EconPapers    
Economics at your fingertips  
 

When is the risk of cooperation worth taking? The prisoner’s dilemma as a game of multiple motives

Christoph Engel and Lilia Zhurakhovska

Applied Economics Letters, 2016, vol. 23, issue 16, 1157-1161

Abstract: This experimental article helps to understand the motives behind cooperation in the prisoner’s dilemma. It manipulates the pay-off in case both players defect in a two-player, one-shot prisoner’s dilemma and explains the degree of cooperation by a combination of four motives: efficiency, conditional cooperation, fear and greed. All motives are significant but some become only significant if one controls for all remaining ones. This seems to be the reason why earlier attempts at explaining choices in the prisoner’s dilemma with personality have not been successful.

Date: 2016
References: View references in EconPapers View complete reference list from CitEc
Citations: View citations in EconPapers (10)

Downloads: (external link)
http://hdl.handle.net/10.1080/13504851.2016.1139672 (text/html)
Access to full text is restricted to subscribers.

Related works:
Working Paper: When is the Risk of Cooperation Worth Taking? The Prisoner’s Dilemma as a Game of Multiple Motives (2013) Downloads
This item may be available elsewhere in EconPapers: Search for items with the same title.

Export reference: BibTeX RIS (EndNote, ProCite, RefMan) HTML/Text

Persistent link: https://EconPapers.repec.org/RePEc:taf:apeclt:v:23:y:2016:i:16:p:1157-1161

Ordering information: This journal article can be ordered from
http://www.tandfonline.com/pricing/journal/RAEL20

DOI: 10.1080/13504851.2016.1139672

Access Statistics for this article

Applied Economics Letters is currently edited by Anita Phillips

More articles in Applied Economics Letters from Taylor & Francis Journals
Bibliographic data for series maintained by Chris Longhurst ().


Your goal :: The answer must be an exact copy of the entries below, with no images in it.

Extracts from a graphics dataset
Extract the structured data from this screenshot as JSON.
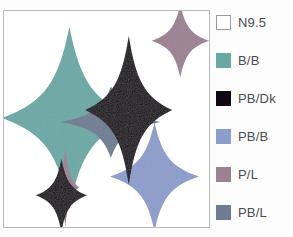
{
  "figure": {
    "title": "",
    "panel_background": "#ffffff",
    "panel_border_color": "#b9b9bb",
    "page_background": "#fdfdfd"
  },
  "legend": {
    "position": "right",
    "items": [
      {
        "label": "N9.5",
        "color": "#ffffff",
        "swatch_name": "legend-swatch-n95"
      },
      {
        "label": "B/B",
        "color": "#6aa8a4",
        "swatch_name": "legend-swatch-b-b"
      },
      {
        "label": "PB/Dk",
        "color": "#100714",
        "swatch_name": "legend-swatch-pb-dk"
      },
      {
        "label": "PB/B",
        "color": "#8c9ccb",
        "swatch_name": "legend-swatch-pb-b"
      },
      {
        "label": "P/L",
        "color": "#9c8193",
        "swatch_name": "legend-swatch-p-l"
      },
      {
        "label": "PB/L",
        "color": "#6f7b92",
        "swatch_name": "legend-swatch-pb-l"
      }
    ]
  },
  "chart_data": {
    "type": "scatter",
    "title": "",
    "xlabel": "",
    "ylabel": "",
    "xlim": [
      0,
      207
    ],
    "ylim": [
      0,
      218
    ],
    "grid": false,
    "shape": "four-pointed-star",
    "series": [
      {
        "name": "B/B",
        "color": "#6aa8a4",
        "points": [
          {
            "cx": 66,
            "cy": 108,
            "rx": 68,
            "ry": 92,
            "z": 2
          }
        ]
      },
      {
        "name": "PB/L",
        "color": "#6f7b92",
        "points": [
          {
            "cx": 108,
            "cy": 112,
            "rx": 50,
            "ry": 36,
            "z": 3
          }
        ]
      },
      {
        "name": "PB/Dk",
        "color": "#100714",
        "points": [
          {
            "cx": 126,
            "cy": 100,
            "rx": 44,
            "ry": 75,
            "z": 4
          },
          {
            "cx": 58,
            "cy": 186,
            "rx": 26,
            "ry": 37,
            "z": 5
          }
        ]
      },
      {
        "name": "P/L",
        "color": "#9c8193",
        "points": [
          {
            "cx": 178,
            "cy": 30,
            "rx": 29,
            "ry": 37,
            "z": 2
          },
          {
            "cx": 62,
            "cy": 178,
            "rx": 14,
            "ry": 40,
            "z": 4
          }
        ]
      },
      {
        "name": "PB/B",
        "color": "#8c9ccb",
        "points": [
          {
            "cx": 152,
            "cy": 167,
            "rx": 45,
            "ry": 55,
            "z": 2
          }
        ]
      }
    ]
  }
}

Task response ::
Extract the structured data from this screenshot as JSON.
{
  "figure": {
    "title": "",
    "panel_background": "#ffffff",
    "panel_border_color": "#b9b9bb",
    "page_background": "#fdfdfd"
  },
  "legend": {
    "position": "right",
    "items": [
      {
        "label": "N9.5",
        "color": "#ffffff",
        "swatch_name": "legend-swatch-n95"
      },
      {
        "label": "B/B",
        "color": "#6aa8a4",
        "swatch_name": "legend-swatch-b-b"
      },
      {
        "label": "PB/Dk",
        "color": "#100714",
        "swatch_name": "legend-swatch-pb-dk"
      },
      {
        "label": "PB/B",
        "color": "#8c9ccb",
        "swatch_name": "legend-swatch-pb-b"
      },
      {
        "label": "P/L",
        "color": "#9c8193",
        "swatch_name": "legend-swatch-p-l"
      },
      {
        "label": "PB/L",
        "color": "#6f7b92",
        "swatch_name": "legend-swatch-pb-l"
      }
    ]
  },
  "chart_data": {
    "type": "scatter",
    "title": "",
    "xlabel": "",
    "ylabel": "",
    "xlim": [
      0,
      207
    ],
    "ylim": [
      0,
      218
    ],
    "grid": false,
    "shape": "four-pointed-star",
    "series": [
      {
        "name": "B/B",
        "color": "#6aa8a4",
        "points": [
          {
            "cx": 66,
            "cy": 108,
            "rx": 68,
            "ry": 92,
            "z": 2
          }
        ]
      },
      {
        "name": "PB/L",
        "color": "#6f7b92",
        "points": [
          {
            "cx": 108,
            "cy": 112,
            "rx": 50,
            "ry": 36,
            "z": 3
          }
        ]
      },
      {
        "name": "PB/Dk",
        "color": "#100714",
        "points": [
          {
            "cx": 126,
            "cy": 100,
            "rx": 44,
            "ry": 75,
            "z": 4
          },
          {
            "cx": 58,
            "cy": 186,
            "rx": 26,
            "ry": 37,
            "z": 5
          }
        ]
      },
      {
        "name": "P/L",
        "color": "#9c8193",
        "points": [
          {
            "cx": 178,
            "cy": 30,
            "rx": 29,
            "ry": 37,
            "z": 2
          },
          {
            "cx": 62,
            "cy": 178,
            "rx": 14,
            "ry": 40,
            "z": 4
          }
        ]
      },
      {
        "name": "PB/B",
        "color": "#8c9ccb",
        "points": [
          {
            "cx": 152,
            "cy": 167,
            "rx": 45,
            "ry": 55,
            "z": 2
          }
        ]
      }
    ]
  }
}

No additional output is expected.